Thursday, January 7, 2010

I'm like my mother, I stereotype. It's faster.


Up in the Air (Directed by Jason Reitman, 2009): This was a nice film, with mostly nice people, having a nice time. It didn't blow me away, but I had a perfectly nice time watching it.


George Clooney plays Ryan Bingham who is hired out to various corporations who are too cowardly to fire their own employees. He lives in airports, on airplanes, and in hotel rooms. He meets a Alex (Vera Farmiga), and the two have a playful flirtation with credit cards and frequent flyer miles as aphrodisiacs. After a wild night of love-making, they sit down with their laptops and plan out when they can see each other again, then part ways, the perfect arrangement for a man with no fixed address.


Of course, whenever someone has a perfect set-up, like Bingham believes he does, life always has to throw a monkey wrench into the gears of your plans. Bingham's particular monkey-wrench is young corporate recruit Natalie (Anna Kendrick), who has the new breakthrough idea of grounding Bingham and his fellow firers, and have them do their firing via internet, taking an already horribly dehumanizing process, and making it moreso.

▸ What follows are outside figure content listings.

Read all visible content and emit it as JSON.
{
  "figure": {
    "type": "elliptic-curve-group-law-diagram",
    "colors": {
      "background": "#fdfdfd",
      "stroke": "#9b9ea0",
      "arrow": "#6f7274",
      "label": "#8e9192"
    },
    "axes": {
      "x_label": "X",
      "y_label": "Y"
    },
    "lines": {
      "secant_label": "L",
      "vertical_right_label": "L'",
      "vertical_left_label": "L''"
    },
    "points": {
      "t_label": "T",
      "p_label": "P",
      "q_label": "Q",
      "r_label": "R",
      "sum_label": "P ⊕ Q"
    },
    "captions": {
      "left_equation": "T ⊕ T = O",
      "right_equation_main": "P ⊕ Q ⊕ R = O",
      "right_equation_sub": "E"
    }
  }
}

Bingham objects, not just because it puts his titular lifestyle in jeopardy, but also because he believes that he plays an important role, that he takes people at their absolute lowest, and gives them a shred of dignity, and a tinge of hope. His boss isn't convinced, but plays along, and sends Ryan and Natalie out on the road together with Ryan showing Natalie the ropes, and Natalie convinced she already knows them.

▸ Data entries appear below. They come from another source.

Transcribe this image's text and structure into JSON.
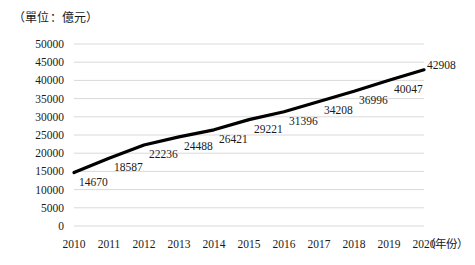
{
  "chart_data": {
    "type": "line",
    "title": "",
    "subtitle": "",
    "unit_note": "（單位：億元）",
    "xlabel": "（年份）",
    "ylabel": "",
    "categories": [
      "2010",
      "2011",
      "2012",
      "2013",
      "2014",
      "2015",
      "2016",
      "2017",
      "2018",
      "2019",
      "2020"
    ],
    "values": [
      14670,
      18587,
      22236,
      24488,
      26421,
      29221,
      31396,
      34208,
      36996,
      40047,
      42908
    ],
    "data_labels": [
      "14670",
      "18587",
      "22236",
      "24488",
      "26421",
      "29221",
      "31396",
      "34208",
      "36996",
      "40047",
      "42908"
    ],
    "ylim": [
      0,
      50000
    ],
    "ytick_values": [
      50000,
      45000,
      40000,
      35000,
      30000,
      25000,
      20000,
      15000,
      10000,
      5000,
      0
    ],
    "ytick_labels": [
      "50000",
      "45000",
      "40000",
      "35000",
      "30000",
      "25000",
      "20000",
      "15000",
      "10000",
      "5000",
      "0"
    ],
    "grid": true,
    "legend": "none",
    "series": [
      {
        "name": "",
        "values": [
          14670,
          18587,
          22236,
          24488,
          26421,
          29221,
          31396,
          34208,
          36996,
          40047,
          42908
        ]
      }
    ],
    "colors": {
      "line": "#000000",
      "grid": "#d9d9d9",
      "background": "#ffffff",
      "text": "#1a1a1a"
    }
  }
}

I really expected there to be an awkward forced romance between Kendrick and Clooney, who is 24 years her senior, but, refreshingly, the film sidesteps any hint of romantic tension by having Bingham listen in on Natalie's phonecall with her fiancee where he overhears her describe him as 'old'.


Naturally, commitments finally come calling for Bingham, and he finds himself forced to help out with his sister's marriage, even having to try and convince her reluctant husband-to-be (Danny McBride, who is always a treat to have turn up in a film) that the lifestyle he's choosing is a good one, even as Bingham eschews the life, himself. Gradually, more and more, he starts to believe it, and the idea of giving it all up finally has to cross his mind.


Clooney has maybe never been better (It's this or Michael Clayton, as far as I'm convinced), and Farmiga and Kendrick are both wonderful, as well. There's lots of shots from planes, on planes, and of aerial photography above some cities, all of which I'm a sucker for. The characters are believable, as is the dialogue, and everything is competently directed. It's just that I kept waiting for that revelatory moment where you go "Oh, wow!" or "I know exactly what he means!" but it never quite gets there. It's like listening to an old friend tell a funny story you've heard before. It's nice, it won't change your life, but there are worse things to do, so you just sit back and enjoy it.

*** (But, I might bump it up a whole 1/2 star, as I stew on it in the coming weeks)


Be Italian!


Nine (Directed by Rob Marshall, 2009): I'm not really a big fan of musicals, nor was I really that taken with 8 1/2 (Which is what the Broadway play that this is based on was based on), but I figured with Daniel Day-Lewis, I could no wrong. And Lewis is excellent, hitting his Italian accent perfectly (More on that later...) and actually delivering a surprisingly solid singing voice. Penelope Cruz is a lot of fun, radiating raw sexuality from every pore, as his saucy mistress, and Marion Cotillard's song is really good and sad. But, that's about as far as my goodwill extends with this one.


Lewis plays Guido Contini, visionary Italian director, who is struggling with writer's block on his latest film, and spends most of his time moping and sulking, and remembering all the women in his life. There's Luisa (Cotillard) his patient wife, who he makes a point of leaving behind when he retreats from Rome to get away from the press. There's his ongoing mistress (Cruz), who is getting tired of being kept in the dark, even as she worries about upsetting her husband. There's his mother (Sophia Loren), his costumer (Judi Dench), his star (Nicole Kidman), his childhood obsession (Fergie Ferg), and a smitten American journalist (Kate Hudson, who delivers a particularly awful rendition of a particularly awful song). We don't really learn anymore about them than that. He loves his wife, but enjoys cheating on her. He loves his mother (presumably) and lets his costumer boss him around, while she basically helps run his life for him. He also seems to love his star, but never acted on it. He even goes up to the journalist's room, but runs out before doing anything.


That's pretty much it really. The songs aren't that memorable. The performances aren't that great. And you never really learn anything about anyone or anything. And -blasphemy of blasphemies!-, there's no closing number! It just sort of ends. I'd call it a disappointment, but, then again, I didn't really expect anything out of it.